§ What you will do
Could you reproduce the lines below from the one with "The image size is (1127, 634)." through the one with "Task: Click on the Me"? Keep both ends and add nothing.

------

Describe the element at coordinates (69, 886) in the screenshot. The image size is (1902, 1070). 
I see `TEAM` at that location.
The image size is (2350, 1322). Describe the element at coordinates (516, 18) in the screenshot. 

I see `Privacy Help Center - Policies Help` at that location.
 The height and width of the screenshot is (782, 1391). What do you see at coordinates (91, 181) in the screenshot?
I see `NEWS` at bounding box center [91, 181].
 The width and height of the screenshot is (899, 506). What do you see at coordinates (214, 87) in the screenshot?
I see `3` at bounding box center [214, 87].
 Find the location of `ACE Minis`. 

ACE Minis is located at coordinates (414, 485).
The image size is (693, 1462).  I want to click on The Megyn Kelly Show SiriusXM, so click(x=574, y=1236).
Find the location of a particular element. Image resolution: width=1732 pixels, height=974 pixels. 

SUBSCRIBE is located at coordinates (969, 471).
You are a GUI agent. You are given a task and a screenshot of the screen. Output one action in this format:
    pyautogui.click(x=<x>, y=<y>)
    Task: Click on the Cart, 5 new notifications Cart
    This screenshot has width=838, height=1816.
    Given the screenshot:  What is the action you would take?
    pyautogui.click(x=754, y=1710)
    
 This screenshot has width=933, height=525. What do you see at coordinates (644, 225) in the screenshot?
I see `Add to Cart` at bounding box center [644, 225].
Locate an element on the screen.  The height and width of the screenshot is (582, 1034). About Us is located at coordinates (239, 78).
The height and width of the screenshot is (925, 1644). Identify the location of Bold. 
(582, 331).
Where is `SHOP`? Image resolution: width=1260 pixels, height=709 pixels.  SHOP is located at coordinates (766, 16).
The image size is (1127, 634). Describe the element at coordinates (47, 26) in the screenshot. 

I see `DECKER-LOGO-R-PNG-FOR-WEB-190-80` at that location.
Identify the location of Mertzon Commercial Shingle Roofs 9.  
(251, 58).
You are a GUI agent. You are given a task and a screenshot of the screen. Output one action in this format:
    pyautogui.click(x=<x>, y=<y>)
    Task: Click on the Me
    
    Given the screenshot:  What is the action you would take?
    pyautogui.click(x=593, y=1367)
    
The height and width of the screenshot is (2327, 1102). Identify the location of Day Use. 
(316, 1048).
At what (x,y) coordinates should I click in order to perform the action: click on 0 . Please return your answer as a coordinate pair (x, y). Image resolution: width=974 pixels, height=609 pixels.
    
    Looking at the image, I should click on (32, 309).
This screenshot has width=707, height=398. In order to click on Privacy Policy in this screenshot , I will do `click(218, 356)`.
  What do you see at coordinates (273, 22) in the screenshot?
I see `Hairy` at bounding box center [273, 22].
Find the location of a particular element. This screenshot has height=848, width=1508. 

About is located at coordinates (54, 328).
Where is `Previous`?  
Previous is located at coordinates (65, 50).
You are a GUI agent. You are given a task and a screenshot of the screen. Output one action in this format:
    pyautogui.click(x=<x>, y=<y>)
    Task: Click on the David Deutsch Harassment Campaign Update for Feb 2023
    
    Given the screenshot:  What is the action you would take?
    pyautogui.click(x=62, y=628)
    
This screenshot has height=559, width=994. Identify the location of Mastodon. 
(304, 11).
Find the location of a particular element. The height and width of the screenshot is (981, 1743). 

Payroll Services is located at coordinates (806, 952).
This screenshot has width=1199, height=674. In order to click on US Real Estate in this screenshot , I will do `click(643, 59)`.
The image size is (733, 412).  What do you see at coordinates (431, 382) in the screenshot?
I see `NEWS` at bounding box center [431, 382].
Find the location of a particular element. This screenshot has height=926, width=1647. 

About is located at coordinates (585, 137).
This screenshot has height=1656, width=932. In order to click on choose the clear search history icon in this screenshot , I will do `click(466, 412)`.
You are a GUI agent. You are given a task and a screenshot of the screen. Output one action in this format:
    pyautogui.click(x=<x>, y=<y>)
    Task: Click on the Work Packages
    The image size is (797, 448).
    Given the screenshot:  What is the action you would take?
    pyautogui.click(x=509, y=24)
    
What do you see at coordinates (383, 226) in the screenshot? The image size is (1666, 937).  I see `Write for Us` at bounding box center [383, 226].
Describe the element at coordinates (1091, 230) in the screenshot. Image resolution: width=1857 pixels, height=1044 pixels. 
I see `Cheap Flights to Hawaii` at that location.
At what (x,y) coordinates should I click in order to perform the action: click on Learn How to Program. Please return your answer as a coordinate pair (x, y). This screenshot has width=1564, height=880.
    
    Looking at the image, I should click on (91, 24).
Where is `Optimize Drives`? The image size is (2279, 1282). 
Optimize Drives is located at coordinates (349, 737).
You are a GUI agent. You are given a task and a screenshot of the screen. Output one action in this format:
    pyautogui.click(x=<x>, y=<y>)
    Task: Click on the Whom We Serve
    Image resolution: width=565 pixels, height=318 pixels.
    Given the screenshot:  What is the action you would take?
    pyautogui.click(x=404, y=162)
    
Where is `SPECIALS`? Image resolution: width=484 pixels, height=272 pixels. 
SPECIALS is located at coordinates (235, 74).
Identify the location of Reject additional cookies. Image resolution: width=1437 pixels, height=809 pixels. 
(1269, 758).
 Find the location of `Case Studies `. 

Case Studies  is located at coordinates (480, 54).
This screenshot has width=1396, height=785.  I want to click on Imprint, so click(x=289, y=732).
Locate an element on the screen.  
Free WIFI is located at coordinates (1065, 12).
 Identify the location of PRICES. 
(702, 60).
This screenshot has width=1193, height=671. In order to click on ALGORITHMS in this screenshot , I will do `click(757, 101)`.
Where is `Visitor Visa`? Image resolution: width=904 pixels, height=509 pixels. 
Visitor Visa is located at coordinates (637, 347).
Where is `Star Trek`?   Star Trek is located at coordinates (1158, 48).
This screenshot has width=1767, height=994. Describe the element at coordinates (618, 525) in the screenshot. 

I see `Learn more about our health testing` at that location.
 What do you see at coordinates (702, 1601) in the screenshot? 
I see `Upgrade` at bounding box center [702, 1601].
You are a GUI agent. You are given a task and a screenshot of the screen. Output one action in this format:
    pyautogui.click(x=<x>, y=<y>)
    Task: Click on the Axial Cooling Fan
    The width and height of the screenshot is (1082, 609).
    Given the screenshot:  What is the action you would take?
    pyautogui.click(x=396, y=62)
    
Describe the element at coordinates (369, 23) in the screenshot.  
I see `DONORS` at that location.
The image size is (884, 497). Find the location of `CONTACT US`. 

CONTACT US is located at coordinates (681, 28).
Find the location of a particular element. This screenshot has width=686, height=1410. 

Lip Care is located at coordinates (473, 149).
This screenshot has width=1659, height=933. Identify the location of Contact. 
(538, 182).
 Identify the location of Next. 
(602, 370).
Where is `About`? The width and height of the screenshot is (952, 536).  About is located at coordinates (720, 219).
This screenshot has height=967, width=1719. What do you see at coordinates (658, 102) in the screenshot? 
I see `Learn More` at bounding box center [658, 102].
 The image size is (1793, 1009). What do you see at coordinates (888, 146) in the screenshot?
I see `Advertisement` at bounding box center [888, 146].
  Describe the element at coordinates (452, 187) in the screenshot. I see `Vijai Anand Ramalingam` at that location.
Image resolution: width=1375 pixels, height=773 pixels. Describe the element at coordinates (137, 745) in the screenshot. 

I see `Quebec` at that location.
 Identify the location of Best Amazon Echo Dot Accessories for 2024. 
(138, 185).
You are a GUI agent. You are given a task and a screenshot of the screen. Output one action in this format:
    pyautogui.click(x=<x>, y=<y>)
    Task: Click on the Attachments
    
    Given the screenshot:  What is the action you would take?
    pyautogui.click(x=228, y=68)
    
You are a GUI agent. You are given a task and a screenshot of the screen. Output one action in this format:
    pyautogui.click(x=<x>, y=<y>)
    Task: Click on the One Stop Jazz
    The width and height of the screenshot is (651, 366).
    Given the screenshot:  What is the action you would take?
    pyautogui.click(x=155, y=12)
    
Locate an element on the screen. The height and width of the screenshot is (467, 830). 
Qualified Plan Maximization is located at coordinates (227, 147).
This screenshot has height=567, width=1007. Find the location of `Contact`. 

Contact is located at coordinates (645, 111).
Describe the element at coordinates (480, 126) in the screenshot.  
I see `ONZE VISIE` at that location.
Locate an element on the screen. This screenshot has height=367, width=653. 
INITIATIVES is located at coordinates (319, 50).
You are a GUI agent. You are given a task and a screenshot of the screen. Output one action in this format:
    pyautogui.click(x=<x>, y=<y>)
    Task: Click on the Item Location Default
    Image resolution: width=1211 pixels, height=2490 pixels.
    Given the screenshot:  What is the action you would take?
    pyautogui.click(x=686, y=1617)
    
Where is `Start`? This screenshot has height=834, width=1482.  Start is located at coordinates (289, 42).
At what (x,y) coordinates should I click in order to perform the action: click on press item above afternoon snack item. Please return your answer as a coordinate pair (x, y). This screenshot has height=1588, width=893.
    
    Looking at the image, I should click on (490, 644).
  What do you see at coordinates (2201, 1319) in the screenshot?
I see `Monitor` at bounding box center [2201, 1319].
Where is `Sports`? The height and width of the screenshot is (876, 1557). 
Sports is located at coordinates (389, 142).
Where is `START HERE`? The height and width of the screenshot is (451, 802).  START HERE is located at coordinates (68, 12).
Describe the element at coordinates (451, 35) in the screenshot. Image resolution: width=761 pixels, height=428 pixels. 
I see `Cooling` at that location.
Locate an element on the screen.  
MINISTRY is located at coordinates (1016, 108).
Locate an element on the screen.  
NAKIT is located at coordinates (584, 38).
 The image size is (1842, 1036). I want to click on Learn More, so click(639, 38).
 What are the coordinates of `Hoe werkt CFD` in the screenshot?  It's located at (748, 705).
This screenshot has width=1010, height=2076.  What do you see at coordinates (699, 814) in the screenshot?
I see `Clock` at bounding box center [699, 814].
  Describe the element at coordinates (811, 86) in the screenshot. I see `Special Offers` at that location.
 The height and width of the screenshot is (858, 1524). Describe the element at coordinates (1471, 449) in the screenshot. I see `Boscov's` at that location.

------

§ Solved problem
The image size is (1127, 634). Describe the element at coordinates (47, 26) in the screenshot. 

I see `DECKER-LOGO-R-PNG-FOR-WEB-190-80` at that location.
Identify the location of Mertzon Commercial Shingle Roofs 9.  
(251, 58).
You are a GUI agent. You are given a task and a screenshot of the screen. Output one action in this format:
    pyautogui.click(x=<x>, y=<y>)
    Task: Click on the Me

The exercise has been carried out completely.